Mr. Speaker, the Liberal member for Markham is very knowledgeable on information technologies issues, judging from the comments he just made.
I would also like to mention that I started to work in this field in 1972. I worked in education and I have been a consultant for many years in Quebec, in Canada and internationally.
As a matter of fact, before being elected to this place, I was working on an MBA with a major in information technology. I was also the president of the Association de sécurité informatique du Québec. Accordingly, I am very familiar with security of information issues and I am especially interested in a bill like the one we are now debating.
I am especially interested in this debate since I had the privilege, in 1992, to present a brief, on behalf of the Association de sécurité en informatique du Québec, to the National Assembly, which was examining a bill to protect personal information in the private sector. That bill has now been enacted. It was passed four years ago, but it goes much further than what the government is now proposing.
Unfortunately, the government has only gone halfway and protected only in part personal information held by the private sector, i.e. information that is given in a commercial context. This is not the only type of information transmitted by computer. Thanks to the Internet, it is now much easier to provide information to recipients scattered around the globe.
I would like my colleague from Markham to tell us whether he believes that this bill should be much broader in scope, that it should in fact go as far as what has been done in Quebec instead of stopping halfway, because it has to be closely scrutinized. What does my colleague from Markham think about the fact that, if Bill C-54 is adopted without amendment, Quebeckers will lose rights that they have gained through the legislative process over the last four years?
It would be very difficult for Quebeckers to go back to the way things were four years ago before the Quebec government passed legislation in the leading-edge area of electronic commerce.
Would my colleague from Markam agree to see to it that the industry committee amends the bill so it goes as far as the four-year-old Quebec legislation? I await his answer.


Work request: From the records below, state how many lines hold the string "bowtie", without any other text.

━━━━━━━━━━━━━━━━

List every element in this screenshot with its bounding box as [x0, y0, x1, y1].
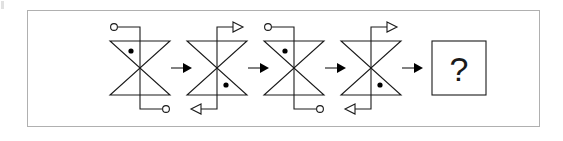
- answer-box[interactable]: ?: [432, 41, 486, 95]
- top-terminal-circle: [111, 24, 118, 31]
- top-stub: [371, 27, 387, 41]
- bottom-stub: [201, 95, 217, 109]
- arrow-head: [414, 63, 423, 73]
- top-stub: [272, 27, 294, 41]
- bowtie-figure-4: [341, 22, 401, 114]
- sequence-diagram: ?: [0, 0, 563, 141]
- sequence-arrow-1: [171, 63, 192, 73]
- state-dot: [223, 82, 228, 87]
- bowtie-figure-2: [187, 22, 247, 114]
- bottom-stub: [355, 95, 371, 109]
- bottom-terminal-circle: [163, 106, 170, 113]
- top-terminal-circle: [265, 24, 272, 31]
- answer-box-question-mark: ?: [450, 50, 469, 88]
- arrow-head: [337, 63, 346, 73]
- top-arrowhead: [387, 22, 397, 32]
- sequence-arrow-4: [402, 63, 423, 73]
- bottom-arrowhead: [345, 104, 355, 114]
- puzzle-stage: ?: [0, 0, 563, 141]
- bowtie-figure-3: [264, 24, 324, 113]
- sequence-arrow-2: [248, 63, 269, 73]
- bottom-terminal-circle: [317, 106, 324, 113]
- arrow-head: [260, 63, 269, 73]
- sequence-arrow-3: [325, 63, 346, 73]
- bottom-stub: [140, 95, 162, 109]
- state-dot: [282, 48, 287, 53]
- bottom-stub: [294, 95, 316, 109]
- bowtie-figure-1: [110, 24, 170, 113]
- bottom-arrowhead: [191, 104, 201, 114]
- arrow-head: [183, 63, 192, 73]
- top-stub: [217, 27, 233, 41]
- state-dot: [377, 82, 382, 87]
- top-stub: [118, 27, 140, 41]
- state-dot: [128, 48, 133, 53]
- top-arrowhead: [233, 22, 243, 32]
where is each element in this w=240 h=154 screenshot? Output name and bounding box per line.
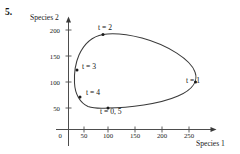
y-axis-arrowhead-icon: [66, 17, 71, 23]
data-point-t3: [76, 69, 79, 72]
plot-canvas: [0, 0, 240, 154]
data-point-t0-t5: [107, 107, 110, 110]
x-axis-arrowhead-icon: [211, 127, 217, 132]
phase-trajectory-curve: [74, 34, 196, 108]
data-point-t1: [194, 81, 197, 84]
phase-plane-figure: 5. Species 2 Species 1 200 150 100 50 0 …: [0, 0, 240, 154]
data-point-t4: [79, 96, 82, 99]
data-point-t2: [102, 33, 105, 36]
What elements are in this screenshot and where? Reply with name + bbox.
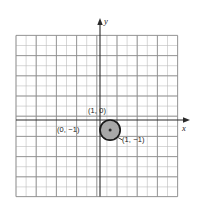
point-label-0-minus1: (0, −1): [57, 126, 80, 134]
grid-major-lines: [16, 35, 178, 196]
point-label-1-0: (1, 0): [88, 107, 106, 115]
shaded-circle: [100, 120, 120, 140]
coordinate-grid-figure: (1, 0) (0, −1) (1, −1) y x: [0, 0, 204, 217]
point-label-1-minus1: (1, −1): [122, 136, 145, 144]
y-axis-label: y: [104, 17, 108, 26]
x-axis-label: x: [182, 124, 186, 133]
circle-center-dot: [109, 129, 112, 132]
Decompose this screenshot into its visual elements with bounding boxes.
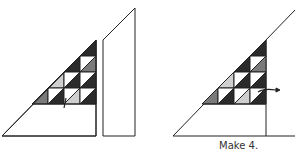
diagram-canvas (0, 0, 295, 161)
left-figure (2, 40, 96, 136)
caption-make-4: Make 4. (219, 140, 258, 151)
right-figure (173, 10, 295, 136)
side-strip (103, 8, 135, 136)
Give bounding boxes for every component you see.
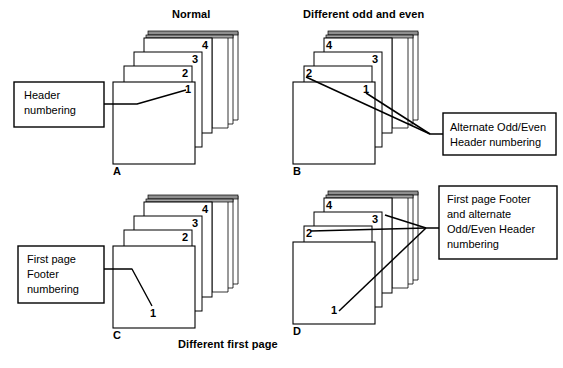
d-callout-line-2: and alternate [447,207,535,222]
c-page-number-4: 4 [202,203,208,215]
b-callout-line-2: Header numbering [450,135,546,150]
d-page-number-1: 1 [331,304,337,316]
a-callout-line-2: numbering [24,103,76,118]
d-callout-line-1: First page Footer [447,192,535,207]
d-callout-line-3: Odd/Even Header [447,222,535,237]
diagram-svg [0,0,563,368]
quadrant-d-stack [293,191,439,324]
quadrant-b-stack [293,31,443,164]
b-callout-line-1: Alternate Odd/Even [450,120,546,135]
a-quadrant-letter: A [113,165,121,177]
d-page-number-4: 4 [326,199,332,211]
d-quadrant-letter: D [293,325,301,337]
b-page-number-4: 4 [326,39,332,51]
a-callout-text: Header numbering [24,88,76,118]
b-page-number-1: 1 [363,83,369,95]
a-callout-line-1: Header [24,88,76,103]
c-callout-line-3: numbering [27,282,79,297]
b-callout-text: Alternate Odd/Even Header numbering [450,120,546,150]
c-page-number-1: 1 [150,307,156,319]
heading-normal: Normal [172,8,211,20]
b-page-number-2: 2 [306,67,312,79]
c-page-number-2: 2 [182,231,188,243]
c-callout-text: First page Footer numbering [27,252,79,297]
c-callout-line-2: Footer [27,267,79,282]
d-page-number-3: 3 [372,213,378,225]
a-page-number-4: 4 [202,39,208,51]
c-callout-line-1: First page [27,252,79,267]
b-page-number-3: 3 [372,53,378,65]
quadrant-a-stack [104,31,238,164]
quadrant-c-stack [104,195,238,328]
caption-different-first-page: Different first page [178,338,278,350]
c-page-number-3: 3 [192,217,198,229]
c-quadrant-letter: C [113,329,121,341]
b-quadrant-letter: B [293,165,301,177]
d-callout-text: First page Footer and alternate Odd/Even… [447,192,535,252]
a-page-1 [113,82,195,164]
d-page-number-2: 2 [306,227,312,239]
a-page-number-3: 3 [192,53,198,65]
diagram-canvas: Normal Different odd and even Different … [0,0,563,368]
d-callout-line-4: numbering [447,237,535,252]
a-page-number-2: 2 [182,67,188,79]
a-page-number-1: 1 [185,83,191,95]
heading-different-odd-even: Different odd and even [303,8,424,20]
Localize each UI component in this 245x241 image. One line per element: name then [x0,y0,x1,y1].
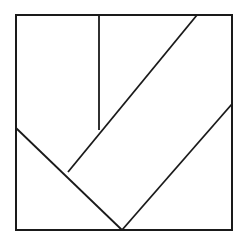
tangram-figure-root [0,0,245,241]
tangram-diagram [0,0,245,241]
piece-fills [16,15,232,230]
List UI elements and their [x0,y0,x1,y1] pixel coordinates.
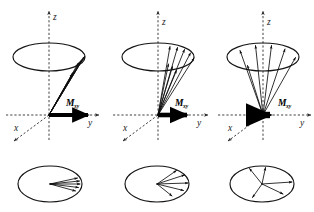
panel-1: z y x M xy [6,11,99,141]
x-axis-label-panel-2: x [122,123,128,133]
bottom-panel-2 [125,166,189,202]
x-axis-label-panel-1: x [13,123,19,133]
plane-spin-bundle-1 [50,178,80,191]
panel-2: z y x M xy [113,11,208,141]
y-axis-label-panel-1: y [87,118,93,128]
bottom-panel-1 [18,166,82,202]
mxy-label-sub-panel-2: xy [182,103,189,109]
bottom-panel-3 [230,166,294,202]
figure-root: z y x M xy [0,0,314,212]
mxy-label-sub-panel-3: xy [285,103,292,109]
x-axis-label-panel-3: x [227,123,233,133]
x-axis-panel-1 [14,115,49,141]
z-axis-label-panel-1: z [52,12,57,22]
y-axis-label-panel-2: y [196,118,202,128]
spin-dephasing-figure: z y x M xy [0,0,314,212]
panel-3: z y x M xy [218,11,311,141]
y-axis-label-panel-3: y [299,118,305,128]
z-axis-label-panel-2: z [161,17,166,27]
x-axis-panel-2 [123,115,158,141]
mxy-label-sub-panel-1: xy [73,103,80,109]
x-axis-panel-3 [228,115,263,141]
z-axis-label-panel-3: z [266,17,271,27]
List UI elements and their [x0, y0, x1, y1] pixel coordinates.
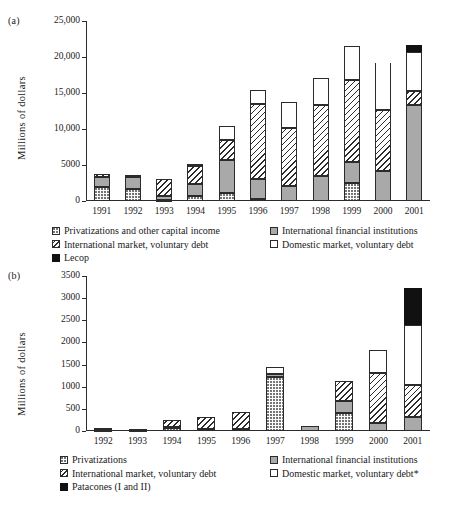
legend-row: International market, voluntary debtDome…	[52, 238, 452, 252]
bar-segment	[404, 288, 422, 325]
y-tick-label: 25,000	[54, 16, 80, 26]
legend-item[interactable]: Privatizations	[60, 453, 127, 466]
y-tick	[82, 165, 86, 166]
y-tick-label: 3500	[61, 271, 80, 281]
bar-segment	[219, 193, 235, 201]
bar-segment	[281, 128, 297, 186]
x-tick-label-1996: 1996	[249, 206, 268, 216]
bar-segment	[94, 174, 110, 177]
x-tick-label-2000: 2000	[369, 436, 388, 446]
bar-2001	[404, 276, 422, 431]
bar-1998	[313, 21, 329, 201]
legend-label: Lecop	[64, 251, 89, 264]
bar-1996	[232, 276, 250, 431]
y-tick-label: 500	[66, 404, 80, 414]
bar-segment	[232, 412, 250, 429]
legend-row: Patacones (I and II)	[60, 480, 460, 494]
legend-item[interactable]: International financial institutions	[270, 453, 418, 466]
bar-segment	[197, 417, 215, 429]
legend-swatch-icon	[270, 240, 278, 248]
legend-label: International financial institutions	[282, 453, 418, 466]
legend-swatch-icon	[52, 240, 60, 248]
y-tick	[82, 276, 86, 277]
bar-2000	[375, 21, 391, 201]
panel-a-y-axis-label: Millions of dollars	[16, 76, 27, 160]
bar-segment	[369, 350, 387, 372]
bar-segment	[404, 417, 422, 431]
bar-segment	[187, 196, 203, 201]
bar-segment	[250, 179, 266, 199]
legend-item[interactable]: Domestic market, voluntary debt*	[270, 467, 419, 480]
legend-row: International market, voluntary debtDome…	[60, 467, 460, 481]
x-tick-label-1996: 1996	[231, 436, 250, 446]
bar-segment	[129, 429, 147, 431]
legend-swatch-icon	[52, 227, 60, 235]
y-tick	[82, 129, 86, 130]
bar-1996	[250, 21, 266, 201]
bar-segment	[94, 430, 112, 432]
x-tick-label-1993: 1993	[155, 206, 174, 216]
y-tick-label: 15,000	[54, 88, 80, 98]
legend-row: Privatizations and other capital incomeI…	[52, 224, 452, 238]
y-tick	[82, 409, 86, 410]
legend-item[interactable]: Lecop	[52, 251, 89, 264]
bar-segment	[266, 367, 284, 374]
legend-item[interactable]: Domestic market, voluntary debt	[270, 238, 414, 251]
bar-1998	[301, 276, 319, 431]
bar-segment	[197, 429, 215, 431]
bar-segment	[125, 177, 141, 189]
bar-segment	[156, 196, 172, 200]
y-tick-label: 2500	[61, 316, 80, 326]
legend-label: Domestic market, voluntary debt	[282, 238, 414, 251]
legend-item[interactable]: International financial institutions	[270, 224, 418, 237]
bar-segment	[375, 63, 391, 110]
bar-segment	[404, 325, 422, 385]
legend-item[interactable]: International market, voluntary debt	[52, 238, 208, 251]
legend-swatch-icon	[270, 227, 278, 235]
bar-segment	[163, 420, 181, 426]
bar-segment	[335, 381, 353, 401]
x-tick-label-1997: 1997	[280, 206, 299, 216]
bar-segment	[187, 184, 203, 195]
bar-segment	[335, 413, 353, 431]
x-tick-label-1994: 1994	[163, 436, 182, 446]
legend-item[interactable]: Patacones (I and II)	[60, 480, 151, 493]
legend-label: Privatizations	[72, 453, 127, 466]
legend-label: International financial institutions	[282, 224, 418, 237]
legend-swatch-icon	[60, 483, 68, 491]
bar-segment	[406, 91, 422, 105]
legend-row: PrivatizationsInternational financial in…	[60, 453, 460, 467]
y-tick-label: 20,000	[54, 52, 80, 62]
y-tick-label: 3000	[61, 293, 80, 303]
bar-segment	[313, 176, 329, 201]
panel-a-legend: Privatizations and other capital incomeI…	[52, 224, 452, 265]
bar-2001	[406, 21, 422, 201]
bar-segment	[156, 179, 172, 195]
bar-segment	[281, 102, 297, 127]
y-tick-label: 0	[75, 196, 80, 206]
x-tick-label-2000: 2000	[374, 206, 393, 216]
bar-segment	[163, 427, 181, 429]
x-tick-label-1995: 1995	[197, 436, 216, 446]
x-tick-label-1995: 1995	[217, 206, 236, 216]
bar-segment	[250, 104, 266, 179]
x-tick-label-1992: 1992	[94, 436, 113, 446]
bar-segment	[313, 105, 329, 176]
bar-1991	[94, 21, 110, 201]
y-tick	[82, 387, 86, 388]
y-tick	[82, 431, 86, 432]
legend-item[interactable]: International market, voluntary debt	[60, 467, 216, 480]
legend-swatch-icon	[60, 456, 68, 464]
bar-segment	[219, 126, 235, 140]
legend-item[interactable]: Privatizations and other capital income	[52, 224, 220, 237]
y-tick-label: 1000	[61, 382, 80, 392]
panel-b-y-axis	[86, 276, 87, 431]
bar-segment	[250, 199, 266, 201]
bar-segment	[375, 171, 391, 201]
legend-label: International market, voluntary debt	[72, 467, 216, 480]
bar-segment	[125, 189, 141, 201]
panel-b-plot-area: 0500100015002000250030003500 19921993199…	[86, 276, 430, 431]
bar-1993	[129, 276, 147, 431]
panel-b-legend: PrivatizationsInternational financial in…	[60, 453, 460, 494]
bar-segment	[187, 164, 203, 166]
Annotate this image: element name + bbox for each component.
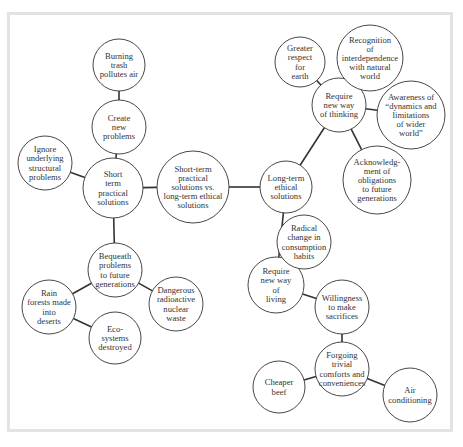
node-label-line: waste [166,313,186,323]
concept-map: Short-termpracticalsolutions vs.long-ter… [0,0,463,447]
node-label-line: generations [95,279,135,289]
edge-bequeath-to-dangerous-waste [139,283,153,291]
node-label-line: deserts [37,316,62,326]
node-bequeath: Bequeathproblemsto futuregenerations [88,243,142,297]
edge-short-term-to-ignore-underlying [70,172,85,177]
node-label-line: solutions [97,197,129,207]
node-create-new-problems: Createnewproblems [92,100,146,154]
node-acknowledgment: Acknowledg-ment ofobligationsto futurege… [343,146,411,214]
node-label-line: pollutes air [100,69,139,79]
node-recognition: Recognitionofinterdependencewith natural… [337,25,403,91]
node-center: Short-termpracticalsolutions vs.long-ter… [157,151,229,223]
node-dangerous-waste: Dangerousradioactivenuclearwaste [149,277,203,331]
node-label-line: solutions [270,191,302,201]
node-ecosystems: Eco-systemsdestroyed [89,312,141,364]
node-cheaper-beef: Cheaperbeef [253,361,305,413]
edge-short-term-to-bequeath [114,218,115,243]
node-label-line: beef [272,387,287,397]
edge-new-way-living-to-willingness [303,294,317,299]
node-long-term: Long-termethicalsolutions [260,161,312,213]
node-label-line: of thinking [320,109,359,119]
node-radical-change: Radicalchange inconsumptionhabits [277,215,331,269]
node-awareness: Awareness of“dynamics andlimitationsof w… [377,81,445,149]
node-air-conditioning: Airconditioning [383,368,437,422]
node-rain-forests: Rainforests madeintodeserts [22,280,76,334]
node-label-line: habits [294,251,315,261]
node-label-line: world [360,71,381,81]
node-label-line: conditioning [388,395,432,405]
node-label-line: world” [399,128,423,138]
node-label-line: destroyed [98,342,132,352]
edge-rain-forests-to-ecosystems [73,319,91,327]
edge-new-way-thinking-to-greater-respect [317,81,321,86]
node-label-line: earth [291,71,309,81]
node-label-line: problems [103,131,136,141]
node-label-line: solutions [177,200,209,210]
edge-new-way-thinking-to-acknowledgment [351,129,361,150]
node-label-line: conveniences [319,378,366,388]
edge-forgoing-to-cheaper-beef [304,376,316,380]
node-forgoing: Forgoingtrivialcomforts andconveniences [315,342,369,396]
node-label-line: sacrifices [326,311,359,321]
concept-nodes: Short-termpracticalsolutions vs.long-ter… [18,25,445,422]
node-short-term: Shorttermpracticalsolutions [83,158,143,218]
node-label-line: generations [357,193,397,203]
node-willingness: Willingnessto makesacrifices [315,280,369,334]
node-label-line: living [266,294,287,304]
node-burning-trash: Burningtrashpollutes air [93,39,145,91]
edge-bequeath-to-rain-forests [73,283,92,294]
node-label-line: problems [29,172,62,182]
node-ignore-underlying: Ignoreunderlyingstructuralproblems [18,136,72,190]
edge-long-term-to-new-way-thinking [300,128,324,166]
edge-forgoing-to-air-conditioning [367,379,385,386]
edge-new-way-thinking-to-awareness [366,109,378,111]
edge-short-term-to-create-new-problems [116,154,117,158]
node-greater-respect: Greaterrespectforearth [275,37,325,87]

━━━━━━━━━━━━━━━━

Solution for this problem: 4